This was floating around at Aruba just today. :)
I haven't tried either so you will need to test...
So the original qestions the SE was asking is " A school wants to expire all students certs at the end of the year on Dec 24"
You could in fact expire all Onboard certificates on a specific date - the way to do it would be to calculate the appropriate timeout value in the Onboard authorization policy, and return it as the Session-Timeout attribute.
This value would be: (desired expiration time MINUS the current time in seconds).
Something like the following SQL should do the trick:
# select FLOOR(EXTRACT(EPOCH FROM '2014-12-23T00:00:00' - NOW())) AS session_timeout;
session_timeout
-----------------
15149339
(1 row)
You can edit the highlighted date to whatever you like...
OR a more advance way....
You could write this SQL instead if you want certificates to last until the next 23 December. Who wants to have to reconfigure this stuff on Christmas Day?!
To use a different date in the year, change the month (yellow) and day (green) in the following SQL:
SELECT FLOOR(EXTRACT(EPOCH FROM (((EXTRACT(MONTH FROM NOW()) >= 12 AND EXTRACT(DAY FROM NOW()) >= 23)::INT + EXTRACT(YEAR FROM NOW())) || '-12-23')::TIMESTAMP - NOW())) AS session_timeout;
How this works:
- If the current date is before December 23 then use the current year;
- Otherwise, use the next year;
- Compute the difference between the specified year's date of December 23 and the current time [this will always be positive];
- Return the answer in seconds.
So on December 22 you will get a certificate lifetime less than 1 day ... On December 24 you will get a certificate lifetime of 364.something days.
Just for completeness, the certificate will expire around midnight on the specified day. If you want to choose a particular time during the day then append it after the -12-23 part, e.g. '-12-23T12:00' for noon. (For complete correctness you should also update the condition to check for times after midnight and before the specified expiration time ... but this is left as an exercise for the interested reader!)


- **INSTRUCTIONS TO FOLLOW**: The copy has to match the records word for word and include no pictures.

━━━━━━━━

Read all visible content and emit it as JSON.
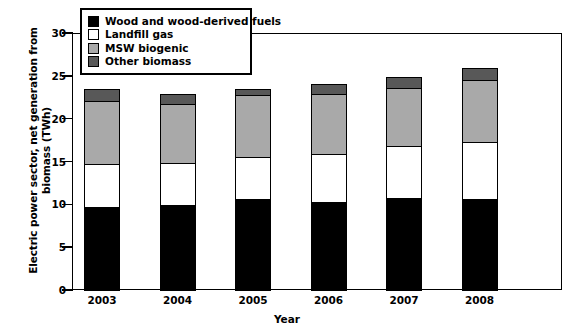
{
  "chart_data": {
    "type": "bar",
    "subtype": "stacked-bar",
    "title": "",
    "xlabel": "Year",
    "ylabel": "Electric power sector, net generation from biomass (TWh)",
    "categories": [
      "2003",
      "2004",
      "2005",
      "2006",
      "2007",
      "2008"
    ],
    "ylim": [
      0,
      30
    ],
    "yticks": [
      0,
      5,
      10,
      15,
      20,
      25,
      30
    ],
    "grid": false,
    "legend_position": "top-left",
    "series": [
      {
        "name": "Wood and wood-derived fuels",
        "color": "#000000",
        "values": [
          9.7,
          9.9,
          10.6,
          10.3,
          10.7,
          10.6
        ]
      },
      {
        "name": "Landfill gas",
        "color": "#ffffff",
        "values": [
          5.0,
          4.9,
          4.9,
          5.6,
          6.1,
          6.7
        ]
      },
      {
        "name": "MSW biogenic",
        "color": "#a9a9a9",
        "values": [
          7.4,
          6.9,
          7.3,
          7.0,
          6.8,
          7.2
        ]
      },
      {
        "name": "Other biomass",
        "color": "#585858",
        "values": [
          1.4,
          1.2,
          0.7,
          1.1,
          1.3,
          1.4
        ]
      }
    ],
    "totals": [
      23.5,
      22.9,
      23.5,
      24.0,
      24.9,
      25.9
    ]
  },
  "axes": {
    "y_title": "Electric power sector, net generation from biomass (TWh)",
    "x_title": "Year",
    "y_tick_labels": [
      "30",
      "25",
      "20",
      "15",
      "10",
      "5",
      "0"
    ],
    "x_tick_labels": [
      "2003",
      "2004",
      "2005",
      "2006",
      "2007",
      "2008"
    ]
  },
  "legend": {
    "items": [
      {
        "label": "Wood and wood-derived fuels",
        "color": "#000000"
      },
      {
        "label": "Landfill gas",
        "color": "#ffffff"
      },
      {
        "label": "MSW biogenic",
        "color": "#a9a9a9"
      },
      {
        "label": "Other biomass",
        "color": "#585858"
      }
    ]
  }
}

━━━━━━━━

- **EXERCISE SOLUTION**:
Read all visible content and emit it as JSON.
{
  "chart_data": {
    "type": "bar",
    "subtype": "stacked-bar",
    "title": "",
    "xlabel": "Year",
    "ylabel": "Electric power sector, net generation from biomass (TWh)",
    "categories": [
      "2003",
      "2004",
      "2005",
      "2006",
      "2007",
      "2008"
    ],
    "ylim": [
      0,
      30
    ],
    "yticks": [
      0,
      5,
      10,
      15,
      20,
      25,
      30
    ],
    "grid": false,
    "legend_position": "top-left",
    "series": [
      {
        "name": "Wood and wood-derived fuels",
        "color": "#000000",
        "values": [
          9.7,
          9.9,
          10.6,
          10.3,
          10.7,
          10.6
        ]
      },
      {
        "name": "Landfill gas",
        "color": "#ffffff",
        "values": [
          5.0,
          4.9,
          4.9,
          5.6,
          6.1,
          6.7
        ]
      },
      {
        "name": "MSW biogenic",
        "color": "#a9a9a9",
        "values": [
          7.4,
          6.9,
          7.3,
          7.0,
          6.8,
          7.2
        ]
      },
      {
        "name": "Other biomass",
        "color": "#585858",
        "values": [
          1.4,
          1.2,
          0.7,
          1.1,
          1.3,
          1.4
        ]
      }
    ],
    "totals": [
      23.5,
      22.9,
      23.5,
      24.0,
      24.9,
      25.9
    ]
  },
  "axes": {
    "y_title": "Electric power sector, net generation from biomass (TWh)",
    "x_title": "Year",
    "y_tick_labels": [
      "30",
      "25",
      "20",
      "15",
      "10",
      "5",
      "0"
    ],
    "x_tick_labels": [
      "2003",
      "2004",
      "2005",
      "2006",
      "2007",
      "2008"
    ]
  },
  "legend": {
    "items": [
      {
        "label": "Wood and wood-derived fuels",
        "color": "#000000"
      },
      {
        "label": "Landfill gas",
        "color": "#ffffff"
      },
      {
        "label": "MSW biogenic",
        "color": "#a9a9a9"
      },
      {
        "label": "Other biomass",
        "color": "#585858"
      }
    ]
  }
}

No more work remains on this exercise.